Yes, House of Lamentations is the last in the Seeker series, for now at least, although I can’t promise I’ll never revisit it in some way. As to where I go next, well that’s been a big issue for me this year. I spent several months working on a non-crime historical novel, something completely different from what I’ve done before, but that’s gone back in the drawer for some other year. This is just the wrong time for me to jump genres. Instead, I’ve started work on another thing that had been flittering around at the back of my mind for a while – an eighteenth century tale about a bookseller in Inverness. Murder, spies, Jacobites. Places I can research by bike!
5) My father was a great fan of Alistair MacLean and I grew up loving his books, too. Did your connection to him inspire you to write?

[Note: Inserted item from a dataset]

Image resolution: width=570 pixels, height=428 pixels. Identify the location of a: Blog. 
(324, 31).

Yes it did. I was always very proud of him and he was very good to me. My grandfather, Alistair’s father, had been a kirk minister and Gaelic scholar, who had several devotional works published posthumously. Writing was something that was greatly looked up to in our family, but also something that seemed perfectly possible to do. It was not something that only other people from different backgrounds to mine could aspire to. My parents had the mortifying habit of showing him my school reports, and Uncle Alistair would grill me on my future plans, focusing on writing. His best advice to me was ‘If an editor ever tells you to change something, you change it. I never change anything, but that’s because I’m me. If you get told to change something, change it.’ It’s a great sadness to me that neither he nor my parents lived to see me do it.
6) Do you have a strict timetable for writing? Has lockdown had any effect on how you work?

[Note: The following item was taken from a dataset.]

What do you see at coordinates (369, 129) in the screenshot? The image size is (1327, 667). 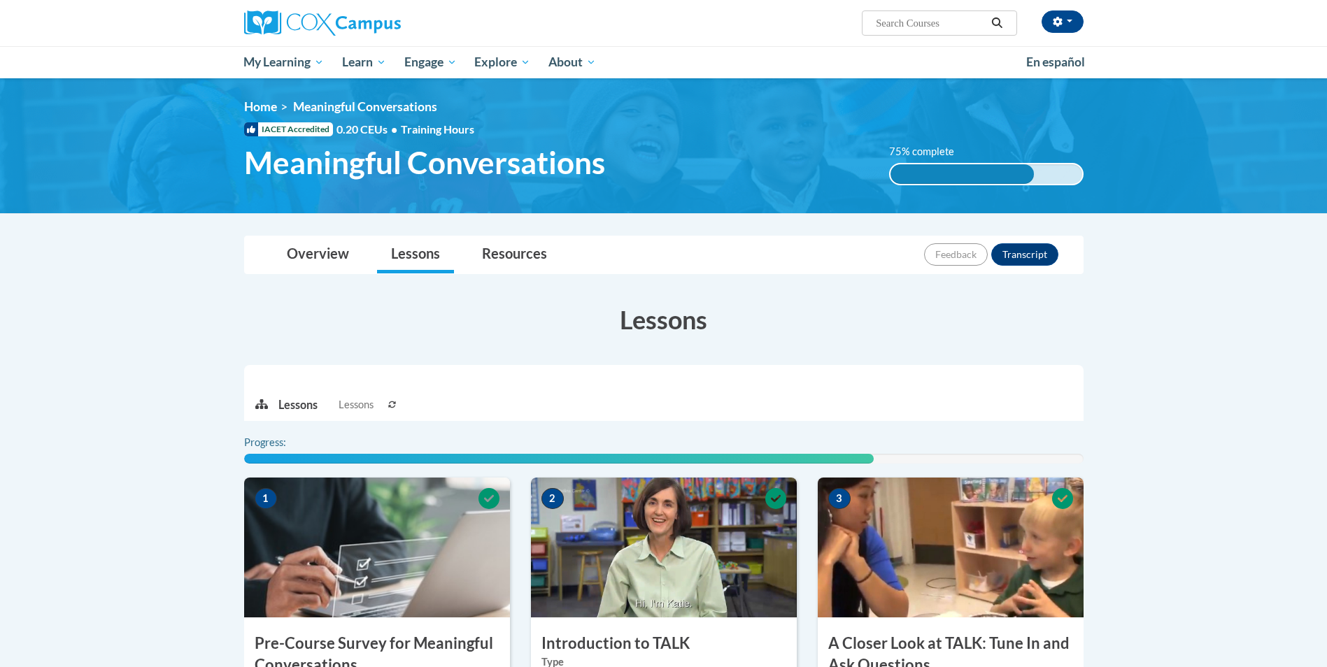 I see `span: 0.20 CEUs` at bounding box center [369, 129].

Because I started writing when my younger children were babies, I’ve always valued every spare minute I have to write. It’s still my ‘me time’ as well as my job. The children are almost all grown up now, only one still at school. Under normal circumstances, once the housework is done (‘fraid so) and the dog walked, I write for the rest of the school day. I’m never reluctant to go to the study. Lockdown has meant the house is a lot busier through the day now, but I actually have more time to work, because others are available to walk the dog, do a bit of hoovering and, what makes me happiest, to cook tea. I love my family, but boy, do I resent having to stop work to trudge down to the kitchen and cook.

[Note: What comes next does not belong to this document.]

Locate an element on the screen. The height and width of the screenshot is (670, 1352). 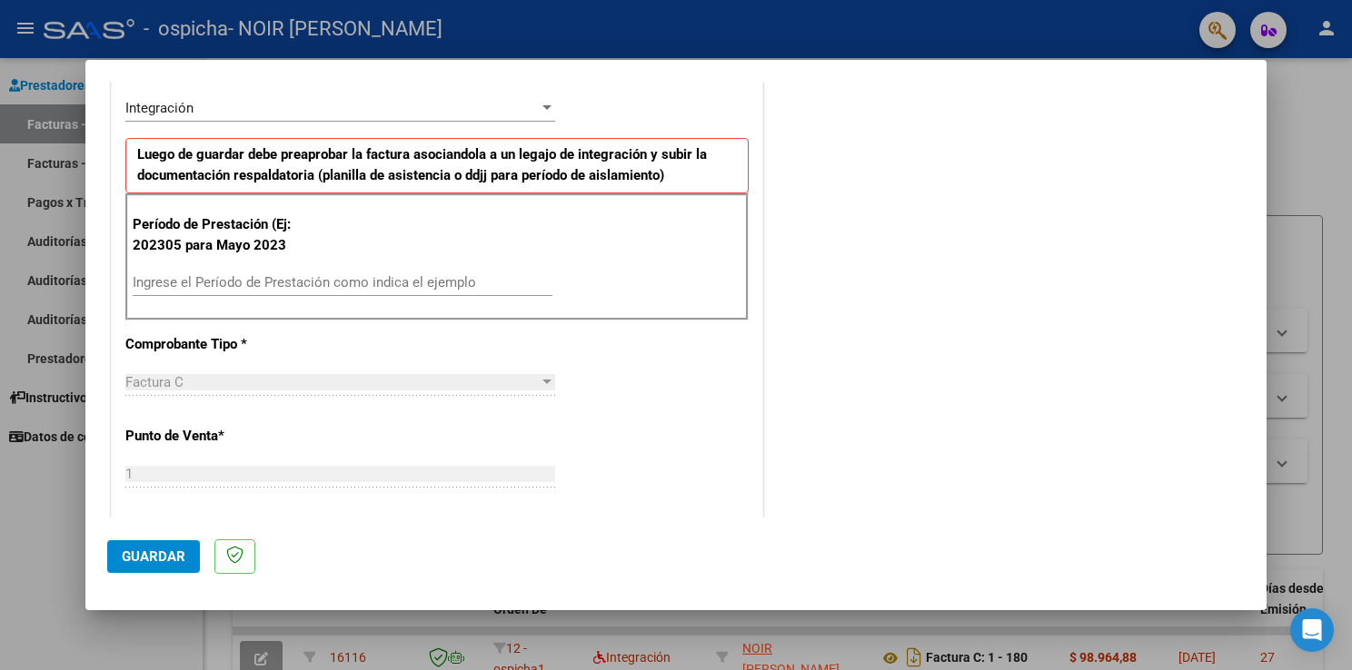
div: Open Intercom Messenger is located at coordinates (1312, 630).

7) With your experience as a writer, what advice would you give to anyone attempting their first novel?
Draft, redraft, put your redraft in a drawer for at least a month then take it out of the drawer and redraft again. Then start sending away your sample chapters.
8) Are you a fan of crime fiction? If so, which three crime novels would you like with you if stranded on a desert island?
Crime fiction was absolutely my go-to genre before I started writing myself. Now, I think because of the experience of being edited (I’ve had the same fairly exacting and very meticulous editor through all 9 books now) I find myself deconstructing crime novels all the time as I’m reading them, and it often spoils the experience. For similar reasons I read very little historical fiction. I still do enjoy some really good crime novels though, and if I were to go to a desert island, I would want with me any one of Craig Russell’s Jan Fabel novels (or could I maybe have the whole set, please?), an Agatha Christie (a Miss Marple, so I could reinvent all the characters and give them astonishing backstories. Like Miss Marple, I’d never be bored), and finally Robert Louis Stevenson - The Master of Ballantrae. If RLS isn’t the Great-grandfather of Tartan Noir I don’t know who is.